Releases

A selection of books, films, and recordings by UChicago alumni.

The War on Tenure

By Deepa Das Acevedo, AM’09, PhD’13, JD’16; Cambridge University Press, 2025

Tenure at American universities is the subject of much debate, but what often gets lost in these conversations, writes Deepa Das Acevedo, is that tenure is an employment protection. Reframing tenure as a contractual agreement makes the practice easier to understand, writes Acevedo, who is an expert in employment law. It also offers a concreteness that other discussions of tenure, which rely on more abstract values like free expression, may lack. Acevedo combines empirical data and individual stories to clear up common misconceptions about life as a tenure-track faculty member. She defends tenure as an important counter to at-will employment, which prevails in the United States.

Internships in the Private Sector: How You Can Find, Prepare for, and Thrive in Them

By Charles A. Fishkin, AB’82; University of Chicago Press, 2026

Drawing on his four decades working in global capital markets and mentoring young professionals, Charles A. Fishkin guides college and graduate students through their first internship. Focusing especially on structured programs run by recruitment departments at major employers in the private sector, Fishkin provides concrete advice on how to find the right fit and successfully apply for internships. He goes on to show readers what to expect from an internship, how to build the skills most valued by employers, and how to turn what they learn from the internship into a rewarding career.

Bind Me Tighter Still

By Lara Ehrlich, AM’04, CER’07; Red Hen Press, 2025

Many years ago the siren Ceto gave up her tail to live on land as a human. She built Sirenland from a roadside curiosity into a thriving theme park and trained other women to work there, performing in a mermaid burlesque and posing for seaside photo ops with eager tourists. When Lara Ehrlich introduces readers to these characters, Ceto is doing her best to maintain dignity and control over her little kingdom. But her 15-year-old daughter, Naia, has begun to chafe against the confines of this world and to question her mother’s authority. Then a death occurs at Sirenland, and everything becomes uncertain.

Therapeutic Inequalities: Mood Disorder Self-Management in Chicago

By Talia Rose Weiner, AM’07, AM’11, PhD’17; New York University Press, 2025

Self-management, a clinical modality that enables patients to control their own symptoms, originated as a treatment for physical ailments like arthritis but has since been promoted for the treatment of psychiatric illness. While it can be empowering, Talia Rose Weiner argues that self-management is not always a realistic way to treat illnesses like mood disorders. In an ethnographic study of the mental health care landscape in Chicago, Weiner follows patients and therapists engaged in various forms of self-management. This approach is often treated as apolitical, but Weiner shows that it is in fact heavy with political, socioeconomic, and historical assumptions and, as a result, has disparate outcomes for patients based on context and class.

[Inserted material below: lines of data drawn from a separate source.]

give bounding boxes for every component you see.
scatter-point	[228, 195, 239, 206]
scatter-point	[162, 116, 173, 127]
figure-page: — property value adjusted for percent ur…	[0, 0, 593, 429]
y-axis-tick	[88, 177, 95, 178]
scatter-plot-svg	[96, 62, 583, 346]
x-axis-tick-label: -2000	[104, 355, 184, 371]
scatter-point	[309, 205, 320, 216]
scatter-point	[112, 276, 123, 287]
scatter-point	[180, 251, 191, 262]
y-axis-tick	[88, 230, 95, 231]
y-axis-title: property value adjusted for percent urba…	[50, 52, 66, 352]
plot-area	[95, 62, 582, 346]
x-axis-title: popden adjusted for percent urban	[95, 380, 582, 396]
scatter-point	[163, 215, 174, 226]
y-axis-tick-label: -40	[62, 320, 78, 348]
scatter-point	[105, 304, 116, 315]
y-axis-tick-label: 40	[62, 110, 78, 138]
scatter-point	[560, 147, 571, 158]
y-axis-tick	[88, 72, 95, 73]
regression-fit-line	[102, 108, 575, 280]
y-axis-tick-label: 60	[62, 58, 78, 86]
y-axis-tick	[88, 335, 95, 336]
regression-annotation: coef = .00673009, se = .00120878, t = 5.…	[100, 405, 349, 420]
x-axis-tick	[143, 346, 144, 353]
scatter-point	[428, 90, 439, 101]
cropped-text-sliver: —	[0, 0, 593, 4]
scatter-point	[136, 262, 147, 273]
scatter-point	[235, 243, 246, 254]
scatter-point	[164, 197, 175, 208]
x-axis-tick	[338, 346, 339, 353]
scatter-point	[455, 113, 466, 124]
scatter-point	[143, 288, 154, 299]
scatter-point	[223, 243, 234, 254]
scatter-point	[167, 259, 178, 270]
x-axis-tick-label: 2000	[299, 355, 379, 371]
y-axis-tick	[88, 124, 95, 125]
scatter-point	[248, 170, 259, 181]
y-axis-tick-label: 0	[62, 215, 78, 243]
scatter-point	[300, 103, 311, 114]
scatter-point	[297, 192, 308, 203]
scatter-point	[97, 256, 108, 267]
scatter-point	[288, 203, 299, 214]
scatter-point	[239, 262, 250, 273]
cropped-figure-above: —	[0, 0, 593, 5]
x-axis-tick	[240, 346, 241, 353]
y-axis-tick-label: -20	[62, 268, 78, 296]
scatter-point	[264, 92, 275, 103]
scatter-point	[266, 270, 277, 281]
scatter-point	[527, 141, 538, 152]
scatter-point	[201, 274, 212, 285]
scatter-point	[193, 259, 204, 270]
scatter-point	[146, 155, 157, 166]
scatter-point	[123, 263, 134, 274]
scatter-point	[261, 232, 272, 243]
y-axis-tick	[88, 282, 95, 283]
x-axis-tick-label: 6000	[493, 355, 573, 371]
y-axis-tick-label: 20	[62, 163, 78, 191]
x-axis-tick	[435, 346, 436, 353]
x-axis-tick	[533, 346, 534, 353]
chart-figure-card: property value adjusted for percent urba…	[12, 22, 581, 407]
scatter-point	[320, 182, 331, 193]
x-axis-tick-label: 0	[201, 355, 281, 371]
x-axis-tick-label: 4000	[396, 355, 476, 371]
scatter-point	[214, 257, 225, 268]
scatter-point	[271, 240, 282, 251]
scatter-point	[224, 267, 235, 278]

Once we identify the limits of self-management, Weiner argues, we can begin to imagine more effective systems.

In the Mood for Texture: The Revival of Bangkok as a Chinese City

By Arnika Fuhrmann, PhD’08; Duke University Press, 2026

Set primarily in 1960s Hong Kong, Wong Kar-wai’s 2000 film In the Mood for Love was actually shot almost entirely in Bangkok. Arnika Fuhrmann uses the film as a jumping-off point to study the cultural exchange and aesthetic blending between Bangkok, Hong Kong, and Shanghai today. As Thailand’s capital undergoes major transformation, architects, designers, and advertisers are adopting the Western-inflected aesthetics of 20th-century Shanghai and Hong Kong. Focusing on hotels, bars, clubs, film, and literature from Bangkok, Fuhrmann explores the different ways Chineseness manifests across Southeast Asia.